The power of Congress, then, comprehends navigation, within the limits of every State in the Union; so far as that navigation may be, in any manner, connected with 'commerce with foreign nations, or among the several States, or with the Indian tribes.' It may, of consequence, pass the jurisdictional line of New-York, and act upon the very waters to which the prohibition now under consideration applies.
But it has been urged with great earnestness, that, although the power of Congress to regulate commerce with foreign nations, and among the several States, be co-extensive with the subject itself, and have no other limits than are prescribed in the constitution, yet the States may severally [22 U.S. 1, 198] exercise the same power, within their respective jurisdictions. In support of this argument, it is said, that they possessed it as an inseparable attribute of sovereignty, before the formation of the constitution, and still retain it, except so far as they have surrendered it by that instrument; that this principle results from the nature of the government, and is secured by the tenth amendment; that an affirmative grant of power is not exclusive, unless in its own nature it be such that the continued exercise of it by the former possessor is inconsistent with the grant, and that this is not of that description.
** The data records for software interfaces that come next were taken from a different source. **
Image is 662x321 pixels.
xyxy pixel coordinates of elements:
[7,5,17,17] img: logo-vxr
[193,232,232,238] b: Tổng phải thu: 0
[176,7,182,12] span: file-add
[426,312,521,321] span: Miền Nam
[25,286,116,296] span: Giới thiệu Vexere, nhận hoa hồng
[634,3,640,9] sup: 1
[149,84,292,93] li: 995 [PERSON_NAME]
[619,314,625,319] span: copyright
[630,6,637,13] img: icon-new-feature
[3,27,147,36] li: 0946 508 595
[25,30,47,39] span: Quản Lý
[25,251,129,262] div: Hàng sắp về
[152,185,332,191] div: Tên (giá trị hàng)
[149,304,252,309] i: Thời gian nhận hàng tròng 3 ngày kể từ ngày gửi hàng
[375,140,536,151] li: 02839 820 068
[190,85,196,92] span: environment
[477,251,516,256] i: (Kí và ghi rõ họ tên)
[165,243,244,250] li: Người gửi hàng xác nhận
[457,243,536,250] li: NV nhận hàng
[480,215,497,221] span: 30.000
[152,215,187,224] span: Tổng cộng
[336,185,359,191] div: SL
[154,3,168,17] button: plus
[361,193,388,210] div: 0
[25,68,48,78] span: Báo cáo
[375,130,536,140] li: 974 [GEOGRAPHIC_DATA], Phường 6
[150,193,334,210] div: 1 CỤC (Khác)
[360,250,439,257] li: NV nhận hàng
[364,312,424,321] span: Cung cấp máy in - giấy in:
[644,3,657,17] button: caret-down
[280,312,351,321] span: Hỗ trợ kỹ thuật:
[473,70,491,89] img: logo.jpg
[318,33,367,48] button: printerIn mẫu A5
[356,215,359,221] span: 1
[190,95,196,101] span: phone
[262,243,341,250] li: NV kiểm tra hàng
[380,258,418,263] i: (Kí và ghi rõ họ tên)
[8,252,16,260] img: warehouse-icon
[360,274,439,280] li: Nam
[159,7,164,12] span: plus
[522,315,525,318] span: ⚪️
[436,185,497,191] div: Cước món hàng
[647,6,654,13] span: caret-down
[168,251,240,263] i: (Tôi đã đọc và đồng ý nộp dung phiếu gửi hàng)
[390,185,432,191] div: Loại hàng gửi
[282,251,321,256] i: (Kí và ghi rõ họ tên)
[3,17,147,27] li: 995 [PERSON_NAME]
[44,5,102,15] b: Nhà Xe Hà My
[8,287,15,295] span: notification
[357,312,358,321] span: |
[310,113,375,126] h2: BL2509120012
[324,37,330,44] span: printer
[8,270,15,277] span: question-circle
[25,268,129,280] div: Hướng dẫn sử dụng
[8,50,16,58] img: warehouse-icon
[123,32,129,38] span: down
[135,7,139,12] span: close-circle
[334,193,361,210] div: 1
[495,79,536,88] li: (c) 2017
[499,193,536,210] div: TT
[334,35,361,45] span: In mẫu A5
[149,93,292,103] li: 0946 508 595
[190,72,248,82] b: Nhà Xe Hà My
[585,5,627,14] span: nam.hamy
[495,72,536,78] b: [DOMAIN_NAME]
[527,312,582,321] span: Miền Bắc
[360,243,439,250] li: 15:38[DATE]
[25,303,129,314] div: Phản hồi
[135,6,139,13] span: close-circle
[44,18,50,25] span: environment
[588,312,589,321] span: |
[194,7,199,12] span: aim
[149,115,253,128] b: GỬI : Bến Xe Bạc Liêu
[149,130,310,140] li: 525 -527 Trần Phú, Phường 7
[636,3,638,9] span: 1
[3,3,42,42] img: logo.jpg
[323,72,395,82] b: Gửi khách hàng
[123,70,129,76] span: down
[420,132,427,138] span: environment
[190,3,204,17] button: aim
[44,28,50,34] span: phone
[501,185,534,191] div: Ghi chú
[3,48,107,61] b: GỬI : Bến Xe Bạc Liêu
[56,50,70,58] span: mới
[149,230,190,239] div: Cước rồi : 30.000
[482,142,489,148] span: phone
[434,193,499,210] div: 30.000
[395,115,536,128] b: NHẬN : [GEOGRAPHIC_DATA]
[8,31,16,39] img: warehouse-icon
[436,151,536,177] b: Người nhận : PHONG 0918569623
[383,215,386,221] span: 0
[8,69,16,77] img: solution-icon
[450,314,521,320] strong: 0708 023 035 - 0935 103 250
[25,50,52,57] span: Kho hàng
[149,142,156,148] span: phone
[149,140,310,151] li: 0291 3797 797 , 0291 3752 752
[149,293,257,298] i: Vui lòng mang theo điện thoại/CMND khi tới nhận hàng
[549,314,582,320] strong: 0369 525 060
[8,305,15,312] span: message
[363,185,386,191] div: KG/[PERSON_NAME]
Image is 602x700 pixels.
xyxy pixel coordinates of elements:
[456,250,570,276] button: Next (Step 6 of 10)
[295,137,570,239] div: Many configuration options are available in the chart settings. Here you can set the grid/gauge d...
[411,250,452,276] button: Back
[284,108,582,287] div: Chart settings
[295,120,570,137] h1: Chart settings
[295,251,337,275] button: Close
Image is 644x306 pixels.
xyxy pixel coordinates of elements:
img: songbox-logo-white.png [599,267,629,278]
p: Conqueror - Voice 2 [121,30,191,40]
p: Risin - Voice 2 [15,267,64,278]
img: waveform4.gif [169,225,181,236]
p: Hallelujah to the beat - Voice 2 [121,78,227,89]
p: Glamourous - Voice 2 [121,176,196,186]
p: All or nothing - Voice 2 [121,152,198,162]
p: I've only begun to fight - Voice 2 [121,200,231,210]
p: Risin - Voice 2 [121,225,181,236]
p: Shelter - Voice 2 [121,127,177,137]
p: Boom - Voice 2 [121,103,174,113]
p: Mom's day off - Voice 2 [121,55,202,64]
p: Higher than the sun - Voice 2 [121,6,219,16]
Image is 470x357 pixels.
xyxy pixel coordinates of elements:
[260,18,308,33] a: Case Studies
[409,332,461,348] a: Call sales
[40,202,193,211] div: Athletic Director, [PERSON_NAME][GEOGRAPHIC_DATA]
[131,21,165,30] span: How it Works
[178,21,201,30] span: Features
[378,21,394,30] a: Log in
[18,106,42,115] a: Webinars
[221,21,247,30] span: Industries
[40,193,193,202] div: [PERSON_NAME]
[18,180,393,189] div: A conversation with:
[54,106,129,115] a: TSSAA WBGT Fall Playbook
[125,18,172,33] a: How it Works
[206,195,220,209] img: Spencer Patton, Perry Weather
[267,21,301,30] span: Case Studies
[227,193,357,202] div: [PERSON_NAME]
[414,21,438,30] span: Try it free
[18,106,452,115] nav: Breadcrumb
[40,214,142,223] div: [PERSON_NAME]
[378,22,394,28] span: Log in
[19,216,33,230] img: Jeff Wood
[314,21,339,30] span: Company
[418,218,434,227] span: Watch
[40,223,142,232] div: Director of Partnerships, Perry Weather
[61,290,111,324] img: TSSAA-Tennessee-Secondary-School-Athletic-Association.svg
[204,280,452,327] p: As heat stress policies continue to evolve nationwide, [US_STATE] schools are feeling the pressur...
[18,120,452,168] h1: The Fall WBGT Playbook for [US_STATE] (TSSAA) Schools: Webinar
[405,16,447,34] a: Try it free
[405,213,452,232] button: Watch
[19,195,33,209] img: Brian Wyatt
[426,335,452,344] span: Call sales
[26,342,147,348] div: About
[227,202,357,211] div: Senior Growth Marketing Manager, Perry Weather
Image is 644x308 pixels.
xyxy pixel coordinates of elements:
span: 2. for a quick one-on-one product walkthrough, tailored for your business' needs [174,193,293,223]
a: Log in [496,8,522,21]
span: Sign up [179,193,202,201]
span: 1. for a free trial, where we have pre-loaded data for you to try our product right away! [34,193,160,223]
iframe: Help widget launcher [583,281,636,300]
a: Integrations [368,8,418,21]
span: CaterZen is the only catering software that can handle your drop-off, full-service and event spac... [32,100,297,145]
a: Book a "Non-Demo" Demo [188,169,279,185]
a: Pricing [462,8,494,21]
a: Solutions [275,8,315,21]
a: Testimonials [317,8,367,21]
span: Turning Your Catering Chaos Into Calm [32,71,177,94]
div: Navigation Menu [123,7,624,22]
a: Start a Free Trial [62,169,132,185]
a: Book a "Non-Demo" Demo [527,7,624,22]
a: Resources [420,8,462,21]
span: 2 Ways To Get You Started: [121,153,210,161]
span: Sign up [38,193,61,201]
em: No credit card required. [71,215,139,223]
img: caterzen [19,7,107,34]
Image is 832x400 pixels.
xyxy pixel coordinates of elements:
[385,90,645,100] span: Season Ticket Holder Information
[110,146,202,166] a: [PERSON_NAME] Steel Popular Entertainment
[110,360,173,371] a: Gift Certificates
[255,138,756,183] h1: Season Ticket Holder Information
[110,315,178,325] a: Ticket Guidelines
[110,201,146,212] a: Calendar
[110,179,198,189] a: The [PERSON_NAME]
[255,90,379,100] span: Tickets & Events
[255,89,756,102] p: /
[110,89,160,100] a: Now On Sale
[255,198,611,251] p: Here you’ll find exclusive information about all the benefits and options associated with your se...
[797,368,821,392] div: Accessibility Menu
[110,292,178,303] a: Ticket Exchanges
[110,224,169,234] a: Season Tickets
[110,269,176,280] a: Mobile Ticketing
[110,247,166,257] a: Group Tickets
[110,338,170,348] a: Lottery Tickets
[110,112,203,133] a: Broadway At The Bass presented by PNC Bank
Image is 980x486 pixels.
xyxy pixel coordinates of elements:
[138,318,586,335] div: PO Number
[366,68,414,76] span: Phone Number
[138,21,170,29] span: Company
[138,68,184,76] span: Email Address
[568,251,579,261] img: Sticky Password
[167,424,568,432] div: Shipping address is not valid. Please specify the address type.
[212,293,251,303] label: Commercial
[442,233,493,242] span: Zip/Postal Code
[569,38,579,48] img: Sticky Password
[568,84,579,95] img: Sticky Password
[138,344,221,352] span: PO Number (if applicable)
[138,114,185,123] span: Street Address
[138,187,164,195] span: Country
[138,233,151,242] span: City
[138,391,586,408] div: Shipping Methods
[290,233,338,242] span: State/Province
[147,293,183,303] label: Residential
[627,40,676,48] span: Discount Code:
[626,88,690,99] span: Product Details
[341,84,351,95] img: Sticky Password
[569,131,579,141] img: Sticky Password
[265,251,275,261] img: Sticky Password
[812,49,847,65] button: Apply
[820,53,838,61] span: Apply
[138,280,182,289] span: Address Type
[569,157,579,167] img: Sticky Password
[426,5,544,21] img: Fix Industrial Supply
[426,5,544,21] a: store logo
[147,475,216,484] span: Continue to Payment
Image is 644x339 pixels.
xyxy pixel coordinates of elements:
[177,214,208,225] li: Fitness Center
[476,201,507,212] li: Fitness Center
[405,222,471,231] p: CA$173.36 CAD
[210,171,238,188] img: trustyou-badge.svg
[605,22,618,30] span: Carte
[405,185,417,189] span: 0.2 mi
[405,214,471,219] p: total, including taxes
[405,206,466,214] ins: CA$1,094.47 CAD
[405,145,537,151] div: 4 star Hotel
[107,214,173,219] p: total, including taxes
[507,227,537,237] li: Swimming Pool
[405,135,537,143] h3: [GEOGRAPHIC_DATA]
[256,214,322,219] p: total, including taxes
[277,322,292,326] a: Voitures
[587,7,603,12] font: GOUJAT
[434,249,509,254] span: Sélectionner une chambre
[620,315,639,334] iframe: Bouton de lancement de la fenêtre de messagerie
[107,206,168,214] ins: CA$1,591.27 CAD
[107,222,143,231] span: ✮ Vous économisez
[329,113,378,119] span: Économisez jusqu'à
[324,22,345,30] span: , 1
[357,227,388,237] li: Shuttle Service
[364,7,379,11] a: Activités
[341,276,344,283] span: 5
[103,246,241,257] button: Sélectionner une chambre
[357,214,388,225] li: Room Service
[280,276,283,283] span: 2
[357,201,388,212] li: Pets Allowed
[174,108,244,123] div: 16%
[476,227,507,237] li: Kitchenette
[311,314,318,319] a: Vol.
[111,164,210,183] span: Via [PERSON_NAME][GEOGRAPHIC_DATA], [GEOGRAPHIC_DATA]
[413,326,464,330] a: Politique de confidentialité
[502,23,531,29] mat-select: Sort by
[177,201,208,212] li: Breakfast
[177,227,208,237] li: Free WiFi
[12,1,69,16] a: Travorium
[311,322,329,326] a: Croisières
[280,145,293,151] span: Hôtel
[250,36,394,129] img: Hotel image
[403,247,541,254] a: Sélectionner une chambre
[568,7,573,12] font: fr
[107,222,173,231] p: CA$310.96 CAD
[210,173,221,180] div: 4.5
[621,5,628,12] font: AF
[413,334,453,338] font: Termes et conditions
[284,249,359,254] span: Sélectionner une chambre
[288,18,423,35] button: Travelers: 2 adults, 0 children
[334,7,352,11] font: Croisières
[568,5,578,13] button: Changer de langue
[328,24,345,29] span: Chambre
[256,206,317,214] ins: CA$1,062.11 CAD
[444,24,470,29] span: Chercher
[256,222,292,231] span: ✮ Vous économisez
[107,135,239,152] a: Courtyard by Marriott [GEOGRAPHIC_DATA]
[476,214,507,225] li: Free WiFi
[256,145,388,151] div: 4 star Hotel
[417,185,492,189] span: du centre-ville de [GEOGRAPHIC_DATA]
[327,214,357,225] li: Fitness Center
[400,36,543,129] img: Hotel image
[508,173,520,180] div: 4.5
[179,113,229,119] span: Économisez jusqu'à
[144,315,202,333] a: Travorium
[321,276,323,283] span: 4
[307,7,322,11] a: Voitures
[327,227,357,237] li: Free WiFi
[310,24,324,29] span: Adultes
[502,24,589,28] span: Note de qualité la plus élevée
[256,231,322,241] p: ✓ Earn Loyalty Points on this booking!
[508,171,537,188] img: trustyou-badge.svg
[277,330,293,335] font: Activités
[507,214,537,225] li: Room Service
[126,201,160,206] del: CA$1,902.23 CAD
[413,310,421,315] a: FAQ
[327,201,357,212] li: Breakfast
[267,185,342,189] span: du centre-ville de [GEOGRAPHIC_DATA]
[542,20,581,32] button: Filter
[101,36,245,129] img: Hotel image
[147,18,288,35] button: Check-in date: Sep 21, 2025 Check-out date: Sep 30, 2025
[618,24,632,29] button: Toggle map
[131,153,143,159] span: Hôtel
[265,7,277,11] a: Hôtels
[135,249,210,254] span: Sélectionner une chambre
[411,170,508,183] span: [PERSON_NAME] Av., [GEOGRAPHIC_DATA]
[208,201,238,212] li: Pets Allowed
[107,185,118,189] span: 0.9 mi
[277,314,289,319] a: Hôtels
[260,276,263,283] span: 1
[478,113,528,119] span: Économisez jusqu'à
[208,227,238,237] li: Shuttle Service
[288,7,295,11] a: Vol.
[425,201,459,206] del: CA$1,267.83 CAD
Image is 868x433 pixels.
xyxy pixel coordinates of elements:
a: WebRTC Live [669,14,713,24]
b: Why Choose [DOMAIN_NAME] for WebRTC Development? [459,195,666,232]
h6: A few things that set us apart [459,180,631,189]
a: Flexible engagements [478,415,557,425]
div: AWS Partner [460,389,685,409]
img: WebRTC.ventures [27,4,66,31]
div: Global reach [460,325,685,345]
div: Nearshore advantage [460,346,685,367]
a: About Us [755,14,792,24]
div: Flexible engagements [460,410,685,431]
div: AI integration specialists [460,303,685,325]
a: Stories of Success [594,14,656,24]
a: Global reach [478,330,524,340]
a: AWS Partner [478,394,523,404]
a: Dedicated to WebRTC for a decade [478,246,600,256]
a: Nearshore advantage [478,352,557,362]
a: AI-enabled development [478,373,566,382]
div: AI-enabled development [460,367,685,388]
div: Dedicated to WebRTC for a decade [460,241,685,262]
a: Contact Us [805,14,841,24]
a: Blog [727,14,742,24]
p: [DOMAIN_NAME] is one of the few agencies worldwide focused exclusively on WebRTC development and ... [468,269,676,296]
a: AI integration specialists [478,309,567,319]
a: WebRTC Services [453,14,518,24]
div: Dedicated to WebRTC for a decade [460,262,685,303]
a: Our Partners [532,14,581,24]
SOURCE: U.S. Supreme Court, GIBBONS v. OGDEN , 22 U.S. 1 (1824)
[CapnR] But, when these allied sovereigns converted their league into a government... yada, yada, yada, yada.
RETURN OF CONTEXT:
The Supreme Court on the status of the states before the Constitution:
As preliminary to the very able discussions of the constitution, which we have heard from the bar, and as having some influence on its construction, reference has been made to the political situation of these States, anterior to its formation.
All of your POST-constitutional blather is irrelevant to the PRE-constitutional status of the states commented upon by CJ Marshall in Gibbons v. Ogden.